The boy had not yet been to Gaeta, where Readers studied in the great hospital. He had not seen the seeming miracles Readers could perform in curing afflictions of the mind, or the skill they had developed in curing the body when they could Read the cause of the illness.

"Galen, yon did the right thing," Lenardo said aloud, for Linus' family to hear. "Linus will recover." //Will you be quiet and stop frightening these people?// he added, but Galen was stubbornly closed to Reading. -

"It was too long!" the boy insisted. "You knew! We couldn't save him with our hands. Only an Adept could have revived him in time!"

That again. "Galen, stop it! Do you want these good people to think you're a fool? You're not thinking."

"I've thought it out before, and no one will listen! Healing is the one thing we can trade with the savages-a place to start. Why won't the emperor even try?"

"Shut up, boy," growled Linus' son. "You don't talk treason in my father's house!"

"Your father almost died! Now he'll suffer for-the rest of his life-but if there'd been a savage Adept with us-"
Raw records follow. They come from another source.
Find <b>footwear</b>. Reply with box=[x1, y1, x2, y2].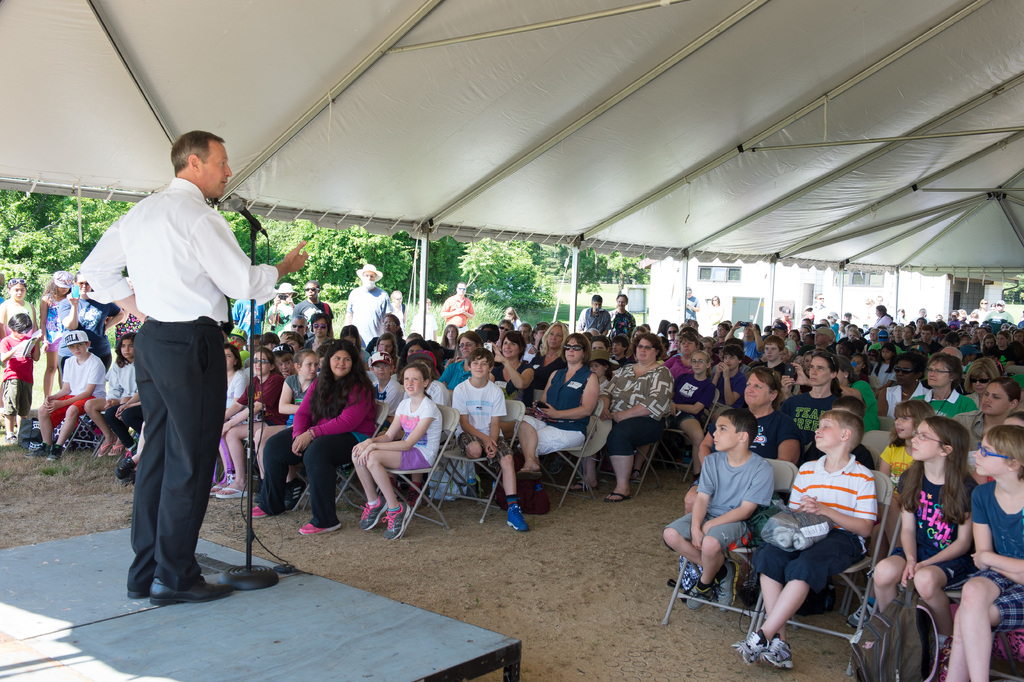
box=[682, 581, 720, 610].
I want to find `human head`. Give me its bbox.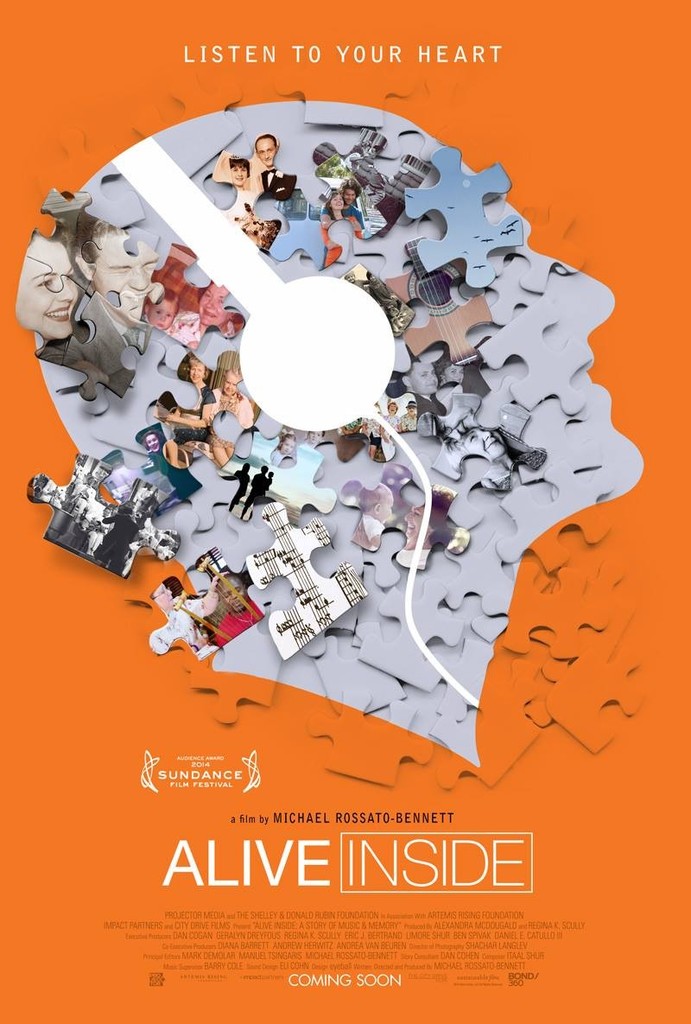
187:357:204:386.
Lenardo grabbed Galen in anger and fear, shaking him soundly. "The savages kill. They don't cure; they Ml! Stop this before you get yourself exiled so they can kill you!"

But it was too late. Linus" son reported Galen's words to the commander of the local army. Lenardo often thought it was the horror of his father's condition that caused the younger man to take a kind of revenge on Galen. Had Linus either died or recovered with only minor problems, his son would probably have ignored Galen's outburst. But visiting his father day after day, finding him still unable to understand or communicate, he had to take out his frustration somehow.

Galen was no help to his own cause. He took his trial as a forum to propose that the empire sue for peace by offering the savages the services of Readers. Nothing Lenardo or Master Clement could say about the folly of youth did the least good. Galen was condemned to exile. His words upon being sentenced were a final defiance: "Then perhaps I shall have to bring about peace by myself!"

Lenardo had feared then that the sentence would be changed to death. But no, Readers had been exiled before, and none had ever succeeded in ingratiating themselves with the Adepts. The empire knew that, for a Reader, exile did mean death. He wondered if any non-Reader could understand. Even if a Reader did not give himself away, being cut off from the rapport with other Readers would make death seem preferable to such a life.

Galen was to be sent into exile the next morning. Lenardo spent the night in a fruitless attempt to teach the boy the technique of leaving his body, so he could avoid the pain of branding. It was a lesson Galen would have begun on his eighteenth birthday, less than a month away-but it was a rare Reader who learned it on his first attempt. Lenardo knew there was little hope that Galen could achieve it in his state of emotional turmoil, but he had to try.

What he learned was that Galen thought himself incapable of that final test-that he expected to fail and be removed from the academy. And that he thought it was not fair.